To go ahead with the implementation, I need explicit approval from:
- All of the Nixpkgs commit delegators @Mic92, @jtojnar and @NickCao, as this is changing the Nixpkgs committer process.
- The @NixOS/steering committee, because the plan does not implement the approved RFC 55 exactly.
Please 👍 this comment if it sounds good to you, or leave a comment for any concerns.
Plan
Primarily for the commit delegators to approve.
Declarative committers
Create https://github.com/NixOS/nixpkgs-committers to declare the committers and introduce automation to sync its state with the Nixpkgs committers team.

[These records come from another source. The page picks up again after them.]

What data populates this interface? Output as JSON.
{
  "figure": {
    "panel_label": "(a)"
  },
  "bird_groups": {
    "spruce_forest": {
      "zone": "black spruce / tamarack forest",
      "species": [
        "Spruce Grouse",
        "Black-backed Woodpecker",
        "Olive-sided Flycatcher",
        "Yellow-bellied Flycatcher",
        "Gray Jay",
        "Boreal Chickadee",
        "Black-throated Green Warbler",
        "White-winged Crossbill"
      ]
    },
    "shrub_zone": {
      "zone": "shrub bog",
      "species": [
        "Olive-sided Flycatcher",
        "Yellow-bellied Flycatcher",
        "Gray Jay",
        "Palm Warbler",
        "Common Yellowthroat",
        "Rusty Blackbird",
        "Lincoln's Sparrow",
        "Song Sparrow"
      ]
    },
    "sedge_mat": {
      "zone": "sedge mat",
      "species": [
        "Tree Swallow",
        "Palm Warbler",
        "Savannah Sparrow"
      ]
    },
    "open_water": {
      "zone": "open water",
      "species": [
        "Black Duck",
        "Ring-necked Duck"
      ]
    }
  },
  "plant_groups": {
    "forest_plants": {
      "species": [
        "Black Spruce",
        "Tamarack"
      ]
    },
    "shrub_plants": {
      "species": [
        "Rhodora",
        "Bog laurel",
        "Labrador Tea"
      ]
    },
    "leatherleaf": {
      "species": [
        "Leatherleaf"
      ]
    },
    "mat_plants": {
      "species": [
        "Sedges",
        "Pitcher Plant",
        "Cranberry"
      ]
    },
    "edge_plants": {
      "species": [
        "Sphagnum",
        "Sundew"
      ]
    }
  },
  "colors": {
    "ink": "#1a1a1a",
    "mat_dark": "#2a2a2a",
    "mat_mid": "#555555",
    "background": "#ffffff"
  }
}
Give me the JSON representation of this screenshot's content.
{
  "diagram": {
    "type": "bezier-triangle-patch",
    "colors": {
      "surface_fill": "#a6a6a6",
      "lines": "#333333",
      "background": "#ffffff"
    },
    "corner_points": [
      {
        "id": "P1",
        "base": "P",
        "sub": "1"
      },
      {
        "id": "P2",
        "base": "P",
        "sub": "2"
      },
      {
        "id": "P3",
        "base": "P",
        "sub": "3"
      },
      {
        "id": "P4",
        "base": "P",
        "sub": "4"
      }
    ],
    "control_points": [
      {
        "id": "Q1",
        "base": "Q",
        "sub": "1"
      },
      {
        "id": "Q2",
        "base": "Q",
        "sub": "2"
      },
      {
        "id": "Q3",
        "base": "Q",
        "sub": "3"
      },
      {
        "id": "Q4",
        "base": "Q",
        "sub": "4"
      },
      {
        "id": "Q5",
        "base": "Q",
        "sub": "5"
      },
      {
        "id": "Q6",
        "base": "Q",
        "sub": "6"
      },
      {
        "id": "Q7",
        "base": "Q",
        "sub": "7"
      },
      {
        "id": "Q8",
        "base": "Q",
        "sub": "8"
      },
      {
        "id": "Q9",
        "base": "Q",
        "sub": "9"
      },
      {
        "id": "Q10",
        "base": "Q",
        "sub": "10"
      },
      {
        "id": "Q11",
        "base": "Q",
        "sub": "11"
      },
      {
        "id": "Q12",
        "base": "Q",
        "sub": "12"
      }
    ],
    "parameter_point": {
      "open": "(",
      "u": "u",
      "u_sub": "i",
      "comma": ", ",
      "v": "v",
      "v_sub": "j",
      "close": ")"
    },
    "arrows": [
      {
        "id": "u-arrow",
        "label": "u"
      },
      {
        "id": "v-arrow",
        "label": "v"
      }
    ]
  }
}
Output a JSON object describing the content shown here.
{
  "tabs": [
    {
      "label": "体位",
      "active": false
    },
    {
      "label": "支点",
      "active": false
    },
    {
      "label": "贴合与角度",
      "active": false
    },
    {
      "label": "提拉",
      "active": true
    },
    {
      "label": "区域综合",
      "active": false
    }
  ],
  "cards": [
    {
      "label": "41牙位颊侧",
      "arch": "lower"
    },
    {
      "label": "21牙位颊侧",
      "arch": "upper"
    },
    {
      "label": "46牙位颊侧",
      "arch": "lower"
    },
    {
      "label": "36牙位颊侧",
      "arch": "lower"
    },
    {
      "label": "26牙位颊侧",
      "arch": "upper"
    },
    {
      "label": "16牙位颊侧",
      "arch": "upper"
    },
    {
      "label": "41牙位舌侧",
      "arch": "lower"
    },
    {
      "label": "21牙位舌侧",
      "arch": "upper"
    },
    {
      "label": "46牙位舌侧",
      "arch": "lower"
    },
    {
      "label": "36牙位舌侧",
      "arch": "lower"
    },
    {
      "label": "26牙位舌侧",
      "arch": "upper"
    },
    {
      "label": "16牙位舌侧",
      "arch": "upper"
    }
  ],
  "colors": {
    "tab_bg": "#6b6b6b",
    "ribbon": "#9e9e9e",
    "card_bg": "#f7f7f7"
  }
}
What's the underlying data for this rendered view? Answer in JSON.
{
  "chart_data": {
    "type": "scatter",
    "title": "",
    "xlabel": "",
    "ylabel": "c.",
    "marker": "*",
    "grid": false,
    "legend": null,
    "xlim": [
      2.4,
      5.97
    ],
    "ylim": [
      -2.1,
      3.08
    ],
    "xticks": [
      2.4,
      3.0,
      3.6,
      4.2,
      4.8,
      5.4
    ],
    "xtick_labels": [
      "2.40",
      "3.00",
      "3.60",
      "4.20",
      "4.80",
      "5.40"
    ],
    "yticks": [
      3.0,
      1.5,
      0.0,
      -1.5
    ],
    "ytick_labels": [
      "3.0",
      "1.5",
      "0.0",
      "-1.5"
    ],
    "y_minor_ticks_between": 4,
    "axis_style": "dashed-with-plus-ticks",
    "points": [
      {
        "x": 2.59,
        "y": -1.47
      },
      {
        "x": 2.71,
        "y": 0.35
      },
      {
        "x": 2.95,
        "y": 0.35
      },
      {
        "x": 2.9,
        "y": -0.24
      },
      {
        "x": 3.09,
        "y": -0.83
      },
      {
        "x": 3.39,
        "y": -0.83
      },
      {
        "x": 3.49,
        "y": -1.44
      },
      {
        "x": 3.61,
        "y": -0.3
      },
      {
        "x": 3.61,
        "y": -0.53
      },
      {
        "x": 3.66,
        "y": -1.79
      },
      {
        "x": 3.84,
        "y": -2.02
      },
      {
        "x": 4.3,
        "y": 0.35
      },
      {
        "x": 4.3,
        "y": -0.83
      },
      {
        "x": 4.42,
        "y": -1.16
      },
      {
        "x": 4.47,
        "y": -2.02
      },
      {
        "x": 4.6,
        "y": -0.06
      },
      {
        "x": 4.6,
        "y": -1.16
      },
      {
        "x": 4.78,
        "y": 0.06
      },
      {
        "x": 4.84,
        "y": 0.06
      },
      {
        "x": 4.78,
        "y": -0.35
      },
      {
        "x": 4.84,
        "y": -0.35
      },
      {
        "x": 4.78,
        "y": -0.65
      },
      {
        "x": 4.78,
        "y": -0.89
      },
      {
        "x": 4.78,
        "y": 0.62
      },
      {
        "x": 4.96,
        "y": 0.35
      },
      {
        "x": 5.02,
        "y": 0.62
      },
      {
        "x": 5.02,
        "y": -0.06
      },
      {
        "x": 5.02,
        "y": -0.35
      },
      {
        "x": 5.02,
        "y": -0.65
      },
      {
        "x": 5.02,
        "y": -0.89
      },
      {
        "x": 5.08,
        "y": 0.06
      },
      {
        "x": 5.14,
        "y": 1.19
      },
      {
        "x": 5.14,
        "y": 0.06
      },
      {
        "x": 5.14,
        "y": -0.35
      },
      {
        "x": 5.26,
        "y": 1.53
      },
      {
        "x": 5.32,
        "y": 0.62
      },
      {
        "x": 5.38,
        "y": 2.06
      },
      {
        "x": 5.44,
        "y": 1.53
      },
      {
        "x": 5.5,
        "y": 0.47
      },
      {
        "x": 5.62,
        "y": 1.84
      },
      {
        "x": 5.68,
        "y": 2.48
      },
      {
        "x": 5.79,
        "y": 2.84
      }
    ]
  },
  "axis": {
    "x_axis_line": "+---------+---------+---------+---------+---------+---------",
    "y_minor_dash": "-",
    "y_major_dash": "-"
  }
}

- For now only the commit delegators themselves are expected to create and merge PRs to change the committers, while the process of nominating stays the same. This would become easy to change to a PR workflow in the future.

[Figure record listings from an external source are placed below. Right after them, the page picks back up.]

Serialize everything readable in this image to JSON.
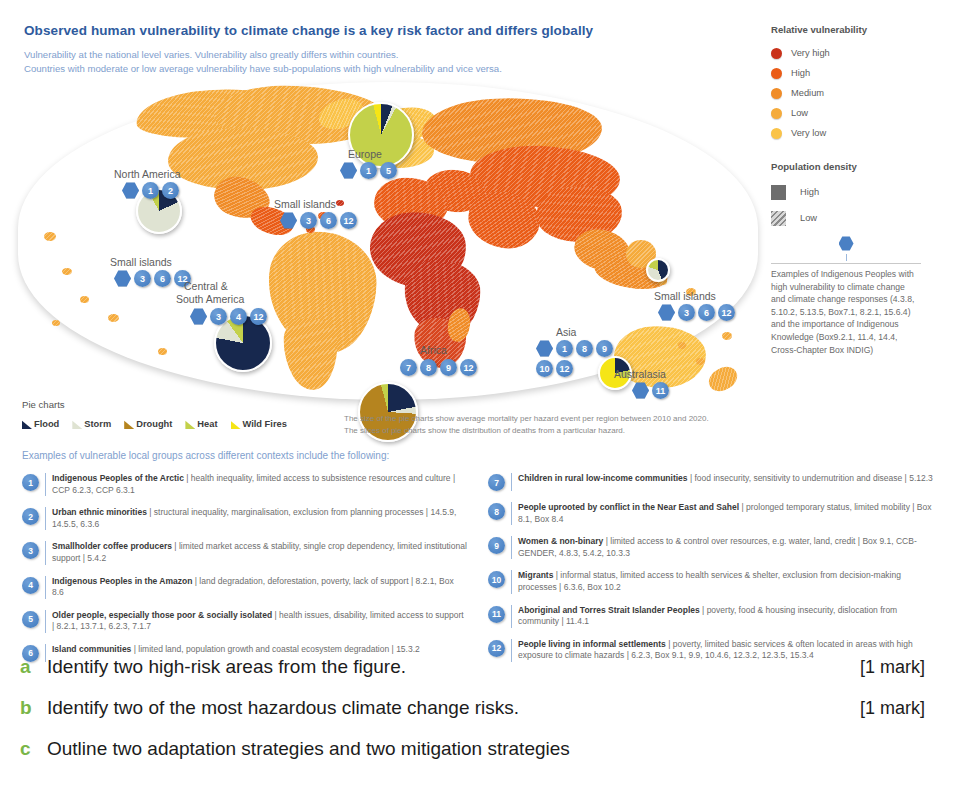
{
  "figure": {
    "title": "Observed human vulnerability to climate change is a key risk factor and differs globally",
    "subtitle_line1": "Vulnerability at the national level varies. Vulnerability also greatly differs within countries.",
    "subtitle_line2": "Countries with moderate or low average vulnerability have sub-populations with high vulnerability and vice versa."
  },
  "legend": {
    "vulnerability_title": "Relative vulnerability",
    "vulnerability_levels": [
      {
        "label": "Very high",
        "color": "#c9321a"
      },
      {
        "label": "High",
        "color": "#ea5c17"
      },
      {
        "label": "Medium",
        "color": "#f08c28"
      },
      {
        "label": "Low",
        "color": "#f5ab3c"
      },
      {
        "label": "Very low",
        "color": "#fac349"
      }
    ],
    "density_title": "Population density",
    "density_levels": [
      {
        "label": "High",
        "style": "solid"
      },
      {
        "label": "Low",
        "style": "hatched"
      }
    ]
  },
  "indigenous_note": {
    "icon": "hex-pin-icon",
    "text": "Examples of Indigenous Peoples with high vulnerability to climate change and climate change responses (4.3.8, 5.10.2, 5.13.5, Box7.1, 8.2.1, 15.6.4) and the importance of Indigenous Knowledge (Box9.2.1, 11.4, 14.4, Cross-Chapter Box INDIG)"
  },
  "pie_legend": {
    "title": "Pie charts",
    "hazards": [
      {
        "label": "Flood",
        "color": "#17284e"
      },
      {
        "label": "Storm",
        "color": "#dfe3d2"
      },
      {
        "label": "Drought",
        "color": "#b5841f"
      },
      {
        "label": "Heat",
        "color": "#c3d14a"
      },
      {
        "label": "Wild Fires",
        "color": "#f5e516"
      }
    ],
    "caption_line1": "The size of the pie charts show average mortality per hazard event per region between 2010 and 2020.",
    "caption_line2": "The slices of pie charts show the distribution of deaths from a particular hazard."
  },
  "map": {
    "regions": [
      {
        "name": "North America",
        "label": "North America",
        "badges": [
          "hex",
          "1",
          "2"
        ],
        "x": 96,
        "y": 86,
        "bx": 104,
        "by": 100
      },
      {
        "name": "Small islands Caribbean",
        "label": "Small islands",
        "badges": [
          "hex",
          "3",
          "6",
          "12"
        ],
        "x": 256,
        "y": 116,
        "bx": 262,
        "by": 130
      },
      {
        "name": "Small islands Pacific East",
        "label": "Small islands",
        "badges": [
          "hex",
          "3",
          "6",
          "12"
        ],
        "x": 92,
        "y": 174,
        "bx": 96,
        "by": 188
      },
      {
        "name": "Central and South America",
        "label": "Central &",
        "label2": "South America",
        "badges": [
          "hex",
          "3",
          "4",
          "12"
        ],
        "x": 166,
        "y": 198,
        "bx": 172,
        "by": 226
      },
      {
        "name": "Europe",
        "label": "Europe",
        "badges": [
          "hex",
          "1",
          "5"
        ],
        "x": 330,
        "y": 66,
        "bx": 322,
        "by": 80
      },
      {
        "name": "Africa",
        "label": "Africa",
        "badges": [
          "7",
          "8",
          "9",
          "12"
        ],
        "x": 402,
        "y": 262,
        "bx": 382,
        "by": 277
      },
      {
        "name": "Asia",
        "label": "Asia",
        "badges": [
          "hex",
          "1",
          "8",
          "9",
          "10",
          "12"
        ],
        "x": 538,
        "y": 244,
        "bx": 518,
        "by": 258
      },
      {
        "name": "Small islands Pacific West",
        "label": "Small islands",
        "badges": [
          "hex",
          "3",
          "6",
          "12"
        ],
        "x": 636,
        "y": 208,
        "bx": 640,
        "by": 222
      },
      {
        "name": "Australasia",
        "label": "Australasia",
        "badges": [
          "hex",
          "11"
        ],
        "x": 596,
        "y": 286,
        "bx": 614,
        "by": 300
      }
    ]
  },
  "chart_data": {
    "type": "pie",
    "hazards": [
      "Flood",
      "Storm",
      "Drought",
      "Heat",
      "Wild Fires"
    ],
    "colors": [
      "#17284e",
      "#dfe3d2",
      "#b5841f",
      "#c3d14a",
      "#f5e516"
    ],
    "pies": [
      {
        "region": "North America",
        "size_px": 46,
        "values": [
          18,
          74,
          0,
          8,
          0
        ]
      },
      {
        "region": "Central & South America",
        "size_px": 58,
        "values": [
          78,
          12,
          0,
          10,
          0
        ]
      },
      {
        "region": "Europe",
        "size_px": 66,
        "values": [
          6,
          2,
          0,
          88,
          4
        ]
      },
      {
        "region": "Africa",
        "size_px": 60,
        "values": [
          22,
          4,
          70,
          4,
          0
        ]
      },
      {
        "region": "Asia",
        "size_px": 24,
        "values": [
          44,
          36,
          0,
          20,
          0
        ]
      },
      {
        "region": "Australasia",
        "size_px": 34,
        "values": [
          22,
          0,
          0,
          10,
          68
        ]
      }
    ]
  },
  "examples": {
    "heading": "Examples of vulnerable local groups across different contexts include the following:",
    "left": [
      {
        "num": "1",
        "title": "Indigenous Peoples of the Arctic",
        "desc": "health inequality, limited access to subsistence resources and culture",
        "refs": "CCP 6.2.3, CCP 6.3.1"
      },
      {
        "num": "2",
        "title": "Urban ethnic minorities",
        "desc": "structural inequality, marginalisation, exclusion from planning processes",
        "refs": "14.5.9, 14.5.5, 6.3.6"
      },
      {
        "num": "3",
        "title": "Smallholder coffee producers",
        "desc": "limited market access & stability, single crop dependency, limited institutional support",
        "refs": "5.4.2"
      },
      {
        "num": "4",
        "title": "Indigenous Peoples in the Amazon",
        "desc": "land degradation, deforestation, poverty, lack of support",
        "refs": "8.2.1, Box 8.6"
      },
      {
        "num": "5",
        "title": "Older people, especially those poor & socially isolated",
        "desc": "health issues, disability, limited access to support",
        "refs": "8.2.1, 13.7.1, 6.2.3, 7.1.7"
      },
      {
        "num": "6",
        "title": "Island communities",
        "desc": "limited land, population growth and coastal ecosystem degradation",
        "refs": "15.3.2"
      }
    ],
    "right": [
      {
        "num": "7",
        "title": "Children in rural low-income communities",
        "desc": "food insecurity, sensitivity to undernutrition and disease",
        "refs": "5.12.3"
      },
      {
        "num": "8",
        "title": "People uprooted by conflict in the Near East and Sahel",
        "desc": "prolonged temporary status, limited mobility",
        "refs": "Box 8.1, Box 8.4"
      },
      {
        "num": "9",
        "title": "Women & non-binary",
        "desc": "limited access to & control over resources, e.g. water, land, credit",
        "refs": "Box 9.1, CCB-GENDER, 4.8.3, 5.4.2, 10.3.3"
      },
      {
        "num": "10",
        "title": "Migrants",
        "desc": "informal status, limited access to health services & shelter, exclusion from decision-making processes",
        "refs": "6.3.6, Box 10.2"
      },
      {
        "num": "11",
        "title": "Aboriginal and Torres Strait Islander Peoples",
        "desc": "poverty, food & housing insecurity, dislocation from community",
        "refs": "11.4.1"
      },
      {
        "num": "12",
        "title": "People living in informal settlements",
        "desc": "poverty, limited basic services & often located in areas with high exposure to climate hazards",
        "refs": "6.2.3, Box 9.1, 9.9, 10.4.6, 12.3.2, 12.3.5, 15.3.4"
      }
    ]
  },
  "questions": [
    {
      "letter": "a",
      "text": "Identify two high-risk areas from the figure.",
      "mark": "[1 mark]"
    },
    {
      "letter": "b",
      "text": "Identify two of the most hazardous climate change risks.",
      "mark": "[1 mark]"
    },
    {
      "letter": "c",
      "text": "Outline two adaptation strategies and two mitigation strategies",
      "mark": ""
    }
  ]
}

- Automation must add removed committers to the Retired Nixpkgs Contributors team.
Automatic retirement
Set up automation that runs every month to:
- Check for each committer if they've been using their commit permission in the past 12 months (this is a minor deviation, see below).
- If inactive, open a PR that removes and pings them, mentioning that they have 1 month to make a commit or they lose the bit.
- When the workflow runs the next month, any existing PRs will either be merged or closed automatically based on whether the committer has used their commit access or not.
Deviation and empowerment
Primarily for the SC to approve.
Deviation: Rolling window
The new plan is to have a rolling window over the last 12 months, while RFC 55 specified:
That year is measured from January 1 to December 31 instead of using a rolling window over the last 12 months, to be more predictable for committers and reduce the evaluations from 12 times a year to just once a year.
The reasons given are not relevant anymore with this plan:
- More predictable: Automation is very predictable, and all users will be well informed in the same way, with always 1 month to commit again to avoid losing access.
- Reduced evaluations: Computers don't get tired from doing something too often. It's even better to run it more, because then we notice problems quicker.
Furthermore, this is fairer, because e.g. two people whose last commit was on 2023-01-01 and 2023-12-31 respectively aren't scheduled to lose their access at the same time on 2025-01-01 (which is ~2 years and ~1 year later respectively), but rather both after ~1 year.
Empowering the commit delegators for future deviations from RFCs
The commit delegators should get explicit authority to make any other commit delegation changes, even if they conflict previous RFCs, without needing further RFC or SC approval.